With Obama administration officials conceding that they may consider modifying the airport security measures that have enraged many Americans, a number of writers are stepping in with their own proposals for how to handle the sensitive negotiation between airport security and individual privacy. Some of the ideas are obvious and well-known, some are innovative and unlikely, and some are simply bizarre. Here are the proposals we've found so far. If you have suggestions of your own, add them in the comments and we may highlight the more creative ideas.
- (1) Profiling Perhaps the most high-profile recent advocate for profiling -- in other words, giving additional screening to travelers with certain biographical details, and less screening to others -- is Sarah Palin, who wrote on Twitter, "TSA: why politically incorrect 2 'profile' anyone re: natl security issues?we profile individuals/suspects in other situations! profile away ... Law enforcemnt profiles individuals/suspects when seeking info 2 prevent or deal w/other crimes;Why can't this be done @ airports 2 prevent?"

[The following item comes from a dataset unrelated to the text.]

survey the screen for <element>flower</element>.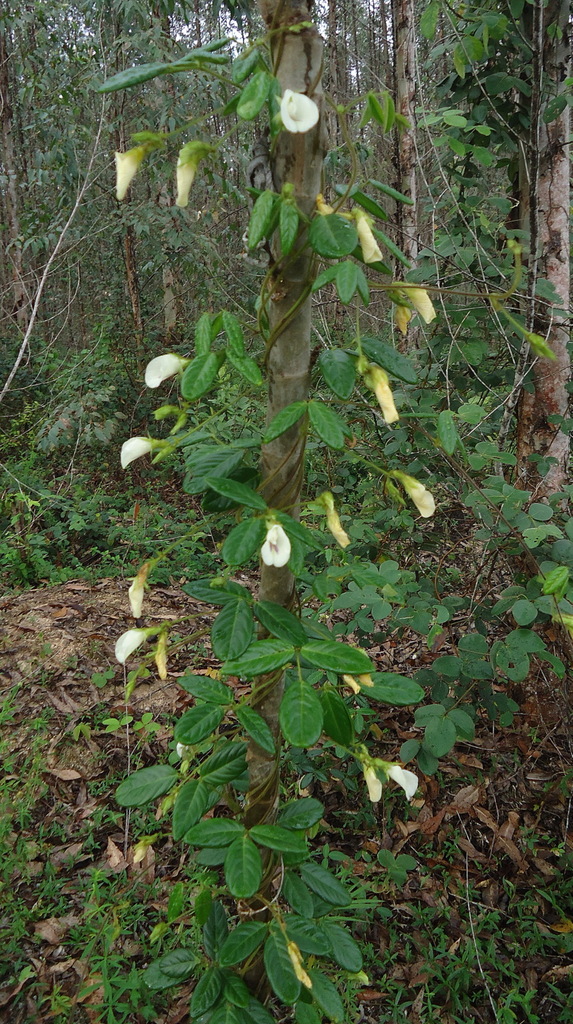
Survey found: 117 431 157 471.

- ...The Case Against Profiling Daily Kos's Jed Lewison repeats the well-known arguments that have long persuaded policymakers against profiling. "Racial or ethnic profiling is foolish, impractical, and un-American. It's foolish because if you create broad categories of people that are exempt from screening (for example, white Christian men), all you're doing is telling would-be terrorists what they should look like if they want to be able to sneak something on board. It's impractical because ... you'd have to create a whole new Federal bureaucracy dedicated to tracking private information about individuals, including their race, religion, and travel habits. And it's un-American because in America everybody should be treated equally under the law -- nobody should have special advantages because of their race or religion."
- (2) Smart Profiling Reason's Robert Poole doesn't use the "p word" but describes a nuanced profiling system wherein every air traveler is classified as a biometric ID-carrying "Trusted Traveler" who gets minimal security, an "ordinary traveler" who gets to avoid the new procedures, or a "high-risk traveler," defined as "either those about whom no information is known or who are flagged by the various Department of Homeland Security (DHS) intelligence lists" and who get extra screening. He calls it "risk-based screening."
- (3) Image Distortion The Atlantic's Alexis Madrigal reports, "A Lawrence Livermore National Laboratory scientist says he has a simple fix for the uproar over the Transportation Safety Agency's body scanners. Distort the image, Willard Wattenburg argues, and you take away (at least some of) the privacy objections that could be made. ... Bodies would be stretched as in a funhouse mirror, presumably removing any titillation associated with nudity." He says the technology is so easy it's "trivial" but that screeners would have to be trained to still recognize potential weapons within the distorted image.
- (4) Copy Israel Mother Jones' Kevin Drum is among several writers to mention Israel's unique airport security practices, in which every single traveler is extensively (and, in some cases, aggressively) interviewed by a trained security professional. It emphasizes psychological screening, seeing how passengers react to pointed questions, and giving more screening to anyone who the screener deems suspicious. However, Drum notes, "Israel engages in unapologetic and intrusive racial profiling."
- (5) Accept The Risk of Lighter Security Cato's Jim Harper notes a study predicting that annual highways deaths will increase by 11 to 275 as people drive to avoid airport security, and then he notes that in the "over 100 million flights" before these new security measures were introduced, not a single bomb attack succeeded. He gently suggests that "more thorough risk management analysis" would conclude that "accepting the above risk is preferable to either delaying and invading the bodily privacy of travelers or creating a biometric identity and background-check system."
This article is from the archive of our partner The Wire.